***** Available data

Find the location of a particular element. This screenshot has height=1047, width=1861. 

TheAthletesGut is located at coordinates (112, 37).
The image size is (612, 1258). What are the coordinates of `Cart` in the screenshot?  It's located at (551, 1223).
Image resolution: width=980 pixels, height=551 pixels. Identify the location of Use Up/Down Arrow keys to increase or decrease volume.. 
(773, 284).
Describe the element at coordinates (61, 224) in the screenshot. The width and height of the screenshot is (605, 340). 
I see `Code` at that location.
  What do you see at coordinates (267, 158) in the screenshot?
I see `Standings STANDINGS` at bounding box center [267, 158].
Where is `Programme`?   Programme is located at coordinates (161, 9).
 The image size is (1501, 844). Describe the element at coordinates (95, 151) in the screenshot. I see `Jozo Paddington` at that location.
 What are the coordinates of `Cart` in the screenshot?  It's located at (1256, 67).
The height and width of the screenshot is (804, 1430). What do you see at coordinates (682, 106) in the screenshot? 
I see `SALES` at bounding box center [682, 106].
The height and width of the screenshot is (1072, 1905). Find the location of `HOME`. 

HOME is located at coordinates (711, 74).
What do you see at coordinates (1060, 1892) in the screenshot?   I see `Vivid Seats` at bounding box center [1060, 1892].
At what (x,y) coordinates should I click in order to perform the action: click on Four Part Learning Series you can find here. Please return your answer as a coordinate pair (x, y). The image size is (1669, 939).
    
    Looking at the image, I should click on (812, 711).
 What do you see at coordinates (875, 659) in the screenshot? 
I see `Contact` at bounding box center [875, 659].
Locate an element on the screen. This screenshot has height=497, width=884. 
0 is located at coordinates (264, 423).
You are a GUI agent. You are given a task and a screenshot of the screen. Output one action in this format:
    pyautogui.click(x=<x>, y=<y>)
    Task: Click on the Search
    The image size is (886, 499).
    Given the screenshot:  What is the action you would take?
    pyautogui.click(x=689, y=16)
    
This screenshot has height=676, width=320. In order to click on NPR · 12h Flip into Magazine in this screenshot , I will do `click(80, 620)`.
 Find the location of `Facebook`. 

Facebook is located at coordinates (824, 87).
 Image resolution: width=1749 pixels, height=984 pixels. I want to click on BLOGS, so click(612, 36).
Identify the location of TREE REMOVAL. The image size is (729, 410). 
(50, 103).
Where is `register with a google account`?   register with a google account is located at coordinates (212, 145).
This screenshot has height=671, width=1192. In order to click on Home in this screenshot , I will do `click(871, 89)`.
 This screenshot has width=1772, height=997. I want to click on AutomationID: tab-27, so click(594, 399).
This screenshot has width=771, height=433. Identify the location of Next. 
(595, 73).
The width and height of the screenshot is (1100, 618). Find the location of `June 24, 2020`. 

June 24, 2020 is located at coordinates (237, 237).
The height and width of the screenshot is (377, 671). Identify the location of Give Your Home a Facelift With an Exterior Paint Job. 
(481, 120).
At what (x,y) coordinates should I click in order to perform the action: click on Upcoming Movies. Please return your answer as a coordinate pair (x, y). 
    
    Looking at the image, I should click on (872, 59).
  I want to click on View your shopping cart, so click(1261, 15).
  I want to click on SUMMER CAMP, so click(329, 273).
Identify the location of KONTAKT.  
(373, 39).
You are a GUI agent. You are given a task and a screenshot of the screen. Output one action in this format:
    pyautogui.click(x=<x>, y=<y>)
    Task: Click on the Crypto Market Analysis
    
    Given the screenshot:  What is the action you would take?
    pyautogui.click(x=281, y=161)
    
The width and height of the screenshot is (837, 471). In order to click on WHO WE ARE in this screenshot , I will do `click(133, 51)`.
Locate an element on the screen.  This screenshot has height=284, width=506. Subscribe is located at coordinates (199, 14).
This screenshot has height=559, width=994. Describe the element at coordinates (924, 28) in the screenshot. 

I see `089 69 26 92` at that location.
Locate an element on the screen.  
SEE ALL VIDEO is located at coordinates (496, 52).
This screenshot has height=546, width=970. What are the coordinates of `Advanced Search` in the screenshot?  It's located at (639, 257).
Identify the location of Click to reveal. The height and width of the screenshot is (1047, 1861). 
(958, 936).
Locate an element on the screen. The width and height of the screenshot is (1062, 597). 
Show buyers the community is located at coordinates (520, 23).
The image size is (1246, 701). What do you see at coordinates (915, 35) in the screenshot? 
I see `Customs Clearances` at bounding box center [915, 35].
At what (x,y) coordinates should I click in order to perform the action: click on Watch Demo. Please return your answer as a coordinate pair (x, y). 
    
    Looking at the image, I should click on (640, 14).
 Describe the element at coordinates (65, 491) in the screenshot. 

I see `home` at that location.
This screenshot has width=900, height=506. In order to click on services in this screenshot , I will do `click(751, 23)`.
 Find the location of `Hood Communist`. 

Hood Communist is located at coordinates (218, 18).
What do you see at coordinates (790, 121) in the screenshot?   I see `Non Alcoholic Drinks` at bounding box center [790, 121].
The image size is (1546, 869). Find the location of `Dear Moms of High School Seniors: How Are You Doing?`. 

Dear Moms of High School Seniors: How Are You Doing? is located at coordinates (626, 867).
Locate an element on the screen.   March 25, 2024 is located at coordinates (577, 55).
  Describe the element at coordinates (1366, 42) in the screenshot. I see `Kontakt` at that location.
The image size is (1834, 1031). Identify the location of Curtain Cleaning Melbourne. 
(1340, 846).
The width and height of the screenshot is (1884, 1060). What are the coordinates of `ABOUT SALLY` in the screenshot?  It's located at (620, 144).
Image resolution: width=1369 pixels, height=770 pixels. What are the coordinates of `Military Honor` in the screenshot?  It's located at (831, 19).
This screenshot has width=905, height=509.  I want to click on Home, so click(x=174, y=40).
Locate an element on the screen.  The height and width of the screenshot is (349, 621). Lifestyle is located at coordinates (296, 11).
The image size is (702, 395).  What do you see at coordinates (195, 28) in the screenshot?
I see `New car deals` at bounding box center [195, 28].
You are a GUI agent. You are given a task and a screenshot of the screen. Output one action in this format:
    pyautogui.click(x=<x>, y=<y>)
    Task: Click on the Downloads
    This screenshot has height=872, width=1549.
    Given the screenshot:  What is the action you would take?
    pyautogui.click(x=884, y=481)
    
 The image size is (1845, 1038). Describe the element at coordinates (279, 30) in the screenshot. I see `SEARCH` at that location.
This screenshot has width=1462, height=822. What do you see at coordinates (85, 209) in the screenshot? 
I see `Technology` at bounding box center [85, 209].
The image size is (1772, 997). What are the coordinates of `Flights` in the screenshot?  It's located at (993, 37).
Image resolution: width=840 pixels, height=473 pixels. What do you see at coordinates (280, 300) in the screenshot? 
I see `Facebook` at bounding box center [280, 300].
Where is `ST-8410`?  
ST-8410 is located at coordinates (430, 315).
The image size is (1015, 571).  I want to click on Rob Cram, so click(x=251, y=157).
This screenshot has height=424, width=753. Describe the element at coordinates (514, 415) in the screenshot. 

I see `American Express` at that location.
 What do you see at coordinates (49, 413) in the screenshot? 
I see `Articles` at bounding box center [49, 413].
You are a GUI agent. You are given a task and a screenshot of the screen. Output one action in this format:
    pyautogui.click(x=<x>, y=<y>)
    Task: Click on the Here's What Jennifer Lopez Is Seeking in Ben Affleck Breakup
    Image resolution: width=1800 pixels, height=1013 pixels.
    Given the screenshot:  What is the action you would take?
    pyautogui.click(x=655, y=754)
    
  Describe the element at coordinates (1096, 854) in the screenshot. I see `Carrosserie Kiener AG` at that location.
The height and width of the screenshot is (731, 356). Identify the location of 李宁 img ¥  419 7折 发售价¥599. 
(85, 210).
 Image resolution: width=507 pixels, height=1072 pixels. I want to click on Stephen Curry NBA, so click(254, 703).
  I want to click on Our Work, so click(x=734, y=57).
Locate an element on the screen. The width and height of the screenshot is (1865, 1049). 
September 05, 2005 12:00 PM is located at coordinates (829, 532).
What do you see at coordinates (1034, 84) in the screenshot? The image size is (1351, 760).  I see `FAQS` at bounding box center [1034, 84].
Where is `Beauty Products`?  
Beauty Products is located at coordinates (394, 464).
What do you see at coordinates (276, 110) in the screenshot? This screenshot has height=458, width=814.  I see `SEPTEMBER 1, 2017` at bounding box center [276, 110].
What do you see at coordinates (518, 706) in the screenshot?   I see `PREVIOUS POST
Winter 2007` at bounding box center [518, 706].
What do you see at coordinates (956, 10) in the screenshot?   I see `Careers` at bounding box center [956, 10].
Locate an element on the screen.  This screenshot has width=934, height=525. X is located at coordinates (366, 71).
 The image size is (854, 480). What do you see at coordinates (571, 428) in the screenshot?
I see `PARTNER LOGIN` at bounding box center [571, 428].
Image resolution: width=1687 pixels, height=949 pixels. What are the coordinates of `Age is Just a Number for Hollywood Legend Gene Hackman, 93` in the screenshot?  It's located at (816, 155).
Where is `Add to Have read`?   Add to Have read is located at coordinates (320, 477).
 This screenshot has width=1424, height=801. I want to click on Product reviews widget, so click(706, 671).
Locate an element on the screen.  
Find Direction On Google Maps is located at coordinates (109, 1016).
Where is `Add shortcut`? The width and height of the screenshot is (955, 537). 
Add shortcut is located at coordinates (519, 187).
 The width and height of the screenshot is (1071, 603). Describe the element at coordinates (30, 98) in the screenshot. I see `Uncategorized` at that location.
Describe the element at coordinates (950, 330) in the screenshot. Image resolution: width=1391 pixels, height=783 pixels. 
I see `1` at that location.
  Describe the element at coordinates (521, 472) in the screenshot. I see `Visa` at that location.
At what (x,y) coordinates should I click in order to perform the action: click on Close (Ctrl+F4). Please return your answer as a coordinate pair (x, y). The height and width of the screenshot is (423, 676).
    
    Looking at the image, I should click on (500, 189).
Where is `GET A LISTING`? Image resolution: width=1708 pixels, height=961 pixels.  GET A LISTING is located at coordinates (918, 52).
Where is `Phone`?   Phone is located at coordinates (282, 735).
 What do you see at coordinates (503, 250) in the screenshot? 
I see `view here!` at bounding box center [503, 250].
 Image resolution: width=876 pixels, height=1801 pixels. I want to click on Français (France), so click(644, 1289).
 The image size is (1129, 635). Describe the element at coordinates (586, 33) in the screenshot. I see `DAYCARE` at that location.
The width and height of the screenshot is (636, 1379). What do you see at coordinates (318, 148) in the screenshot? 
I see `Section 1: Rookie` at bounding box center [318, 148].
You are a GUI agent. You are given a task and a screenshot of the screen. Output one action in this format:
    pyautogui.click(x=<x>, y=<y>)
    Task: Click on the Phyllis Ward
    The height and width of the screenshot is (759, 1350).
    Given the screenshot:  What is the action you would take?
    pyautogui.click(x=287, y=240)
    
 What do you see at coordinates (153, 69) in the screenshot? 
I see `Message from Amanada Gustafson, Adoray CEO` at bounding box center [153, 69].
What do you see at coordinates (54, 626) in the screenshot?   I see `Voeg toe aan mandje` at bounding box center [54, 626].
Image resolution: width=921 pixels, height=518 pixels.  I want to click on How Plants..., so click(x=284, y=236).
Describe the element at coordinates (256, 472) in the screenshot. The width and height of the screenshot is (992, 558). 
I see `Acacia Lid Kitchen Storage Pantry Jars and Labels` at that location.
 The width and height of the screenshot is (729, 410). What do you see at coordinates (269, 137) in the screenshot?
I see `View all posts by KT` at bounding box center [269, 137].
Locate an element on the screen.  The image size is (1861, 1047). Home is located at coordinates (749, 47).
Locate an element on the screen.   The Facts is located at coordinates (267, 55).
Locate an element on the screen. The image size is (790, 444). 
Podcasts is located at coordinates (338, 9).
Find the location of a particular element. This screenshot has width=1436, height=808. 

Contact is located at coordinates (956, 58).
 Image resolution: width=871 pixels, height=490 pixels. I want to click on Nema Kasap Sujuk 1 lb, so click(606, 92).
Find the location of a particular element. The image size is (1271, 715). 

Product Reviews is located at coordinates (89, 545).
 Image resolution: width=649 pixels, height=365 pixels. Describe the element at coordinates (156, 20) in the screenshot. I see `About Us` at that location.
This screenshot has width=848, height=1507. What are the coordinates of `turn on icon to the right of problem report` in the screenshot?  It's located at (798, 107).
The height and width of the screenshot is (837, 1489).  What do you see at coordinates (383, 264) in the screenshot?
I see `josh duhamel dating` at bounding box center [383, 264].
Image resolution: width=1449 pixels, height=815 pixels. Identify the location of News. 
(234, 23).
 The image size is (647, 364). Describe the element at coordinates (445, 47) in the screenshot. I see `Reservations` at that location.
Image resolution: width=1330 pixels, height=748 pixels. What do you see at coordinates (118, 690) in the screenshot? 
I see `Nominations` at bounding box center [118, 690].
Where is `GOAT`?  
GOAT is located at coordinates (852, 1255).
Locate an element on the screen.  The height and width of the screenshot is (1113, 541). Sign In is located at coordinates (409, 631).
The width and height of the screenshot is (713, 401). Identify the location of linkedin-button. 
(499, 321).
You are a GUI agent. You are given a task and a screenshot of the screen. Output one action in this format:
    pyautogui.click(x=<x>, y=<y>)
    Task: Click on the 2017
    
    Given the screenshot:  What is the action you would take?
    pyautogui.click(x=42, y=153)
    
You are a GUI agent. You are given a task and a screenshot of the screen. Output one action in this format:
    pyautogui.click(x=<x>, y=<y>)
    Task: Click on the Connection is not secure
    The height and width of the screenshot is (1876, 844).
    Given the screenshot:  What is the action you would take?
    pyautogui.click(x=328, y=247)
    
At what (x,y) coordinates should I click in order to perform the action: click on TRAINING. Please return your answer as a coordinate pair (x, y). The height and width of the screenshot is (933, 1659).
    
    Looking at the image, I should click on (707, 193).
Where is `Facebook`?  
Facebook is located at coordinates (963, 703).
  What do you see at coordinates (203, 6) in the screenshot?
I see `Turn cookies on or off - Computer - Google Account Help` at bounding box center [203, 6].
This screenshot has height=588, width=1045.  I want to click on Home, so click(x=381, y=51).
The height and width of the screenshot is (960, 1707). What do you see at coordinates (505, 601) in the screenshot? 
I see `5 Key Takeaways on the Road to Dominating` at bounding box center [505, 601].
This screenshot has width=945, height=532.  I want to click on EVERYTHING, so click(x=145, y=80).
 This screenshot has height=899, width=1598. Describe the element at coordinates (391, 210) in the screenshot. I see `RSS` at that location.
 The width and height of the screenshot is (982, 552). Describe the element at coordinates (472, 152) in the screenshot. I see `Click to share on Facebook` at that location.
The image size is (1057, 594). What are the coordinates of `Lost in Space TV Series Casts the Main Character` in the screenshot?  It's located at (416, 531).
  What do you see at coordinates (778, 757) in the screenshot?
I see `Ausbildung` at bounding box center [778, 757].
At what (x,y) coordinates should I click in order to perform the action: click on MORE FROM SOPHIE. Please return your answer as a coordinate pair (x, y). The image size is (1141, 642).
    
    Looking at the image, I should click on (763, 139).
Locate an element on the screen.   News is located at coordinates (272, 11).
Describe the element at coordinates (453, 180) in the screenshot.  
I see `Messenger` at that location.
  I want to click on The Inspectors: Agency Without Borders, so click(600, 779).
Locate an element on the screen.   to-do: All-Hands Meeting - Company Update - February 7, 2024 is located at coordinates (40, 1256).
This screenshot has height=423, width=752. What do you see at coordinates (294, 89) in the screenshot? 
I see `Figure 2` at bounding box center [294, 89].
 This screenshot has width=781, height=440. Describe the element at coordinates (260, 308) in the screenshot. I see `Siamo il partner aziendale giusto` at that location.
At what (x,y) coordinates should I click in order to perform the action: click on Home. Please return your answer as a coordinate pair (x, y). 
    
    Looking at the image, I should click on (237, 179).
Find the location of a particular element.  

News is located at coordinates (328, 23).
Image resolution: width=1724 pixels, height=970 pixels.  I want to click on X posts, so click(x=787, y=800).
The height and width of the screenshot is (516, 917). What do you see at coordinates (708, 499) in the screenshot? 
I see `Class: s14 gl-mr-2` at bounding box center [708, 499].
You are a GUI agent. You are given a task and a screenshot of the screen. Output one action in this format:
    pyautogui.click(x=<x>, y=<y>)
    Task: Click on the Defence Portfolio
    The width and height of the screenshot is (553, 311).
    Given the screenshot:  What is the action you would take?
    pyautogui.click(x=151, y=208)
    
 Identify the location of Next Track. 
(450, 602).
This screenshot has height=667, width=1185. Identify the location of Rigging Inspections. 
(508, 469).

**********

Your assignment: Copy exactly the stretch of data above from the line with "is (1865, 1049)." through the line with "What do you see at coordinates (956, 10)", and omit all other lines.

Exercise response:
Locate an element on the screen. The width and height of the screenshot is (1865, 1049). 
September 05, 2005 12:00 PM is located at coordinates (829, 532).
What do you see at coordinates (1034, 84) in the screenshot? The image size is (1351, 760).  I see `FAQS` at bounding box center [1034, 84].
Where is `Beauty Products`?  
Beauty Products is located at coordinates (394, 464).
What do you see at coordinates (276, 110) in the screenshot? This screenshot has height=458, width=814.  I see `SEPTEMBER 1, 2017` at bounding box center [276, 110].
What do you see at coordinates (518, 706) in the screenshot?   I see `PREVIOUS POST
Winter 2007` at bounding box center [518, 706].
What do you see at coordinates (956, 10) in the screenshot?   I see `Careers` at bounding box center [956, 10].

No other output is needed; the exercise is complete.